- [Problem to solve]
Would you retype every line below without changing anything?

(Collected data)
+++
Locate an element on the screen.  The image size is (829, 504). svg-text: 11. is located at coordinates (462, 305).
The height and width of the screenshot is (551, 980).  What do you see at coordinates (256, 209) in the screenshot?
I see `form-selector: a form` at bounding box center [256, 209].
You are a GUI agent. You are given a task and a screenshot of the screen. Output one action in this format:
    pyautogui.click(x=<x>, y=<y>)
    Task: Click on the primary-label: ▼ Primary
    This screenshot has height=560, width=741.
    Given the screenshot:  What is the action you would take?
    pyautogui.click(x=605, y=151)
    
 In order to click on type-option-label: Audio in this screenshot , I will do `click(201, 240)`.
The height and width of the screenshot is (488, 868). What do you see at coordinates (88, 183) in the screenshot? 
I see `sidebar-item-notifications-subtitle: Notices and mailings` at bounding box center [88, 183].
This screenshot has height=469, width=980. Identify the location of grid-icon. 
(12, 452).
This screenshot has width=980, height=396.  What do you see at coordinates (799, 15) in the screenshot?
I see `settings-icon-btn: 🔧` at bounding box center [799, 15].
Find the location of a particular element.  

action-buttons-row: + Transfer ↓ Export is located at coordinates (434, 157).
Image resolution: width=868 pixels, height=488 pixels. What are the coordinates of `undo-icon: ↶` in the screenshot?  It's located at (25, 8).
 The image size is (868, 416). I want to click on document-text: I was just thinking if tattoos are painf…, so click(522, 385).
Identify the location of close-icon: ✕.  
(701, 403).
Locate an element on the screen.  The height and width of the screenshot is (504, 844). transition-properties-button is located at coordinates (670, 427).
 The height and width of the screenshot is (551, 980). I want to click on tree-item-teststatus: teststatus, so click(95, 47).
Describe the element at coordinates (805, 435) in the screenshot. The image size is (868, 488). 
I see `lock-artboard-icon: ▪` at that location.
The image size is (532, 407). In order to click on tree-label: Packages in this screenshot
+++
- [Expected output]
Locate an element on the screen.  The image size is (829, 504). svg-text: 11. is located at coordinates (462, 305).
The height and width of the screenshot is (551, 980).  What do you see at coordinates (256, 209) in the screenshot?
I see `form-selector: a form` at bounding box center [256, 209].
You are a GUI agent. You are given a task and a screenshot of the screen. Output one action in this format:
    pyautogui.click(x=<x>, y=<y>)
    Task: Click on the primary-label: ▼ Primary
    This screenshot has height=560, width=741.
    Given the screenshot:  What is the action you would take?
    pyautogui.click(x=605, y=151)
    
 In order to click on type-option-label: Audio in this screenshot , I will do `click(201, 240)`.
The height and width of the screenshot is (488, 868). What do you see at coordinates (88, 183) in the screenshot? 
I see `sidebar-item-notifications-subtitle: Notices and mailings` at bounding box center [88, 183].
This screenshot has height=469, width=980. Identify the location of grid-icon. 
(12, 452).
This screenshot has width=980, height=396.  What do you see at coordinates (799, 15) in the screenshot?
I see `settings-icon-btn: 🔧` at bounding box center [799, 15].
Find the location of a particular element.  

action-buttons-row: + Transfer ↓ Export is located at coordinates (434, 157).
Image resolution: width=868 pixels, height=488 pixels. What are the coordinates of `undo-icon: ↶` in the screenshot?  It's located at (25, 8).
 The image size is (868, 416). I want to click on document-text: I was just thinking if tattoos are painf…, so click(522, 385).
Identify the location of close-icon: ✕.  
(701, 403).
Locate an element on the screen.  The height and width of the screenshot is (504, 844). transition-properties-button is located at coordinates (670, 427).
 The height and width of the screenshot is (551, 980). I want to click on tree-item-teststatus: teststatus, so click(95, 47).
Describe the element at coordinates (805, 435) in the screenshot. The image size is (868, 488). 
I see `lock-artboard-icon: ▪` at that location.
The image size is (532, 407). In order to click on tree-label: Packages in this screenshot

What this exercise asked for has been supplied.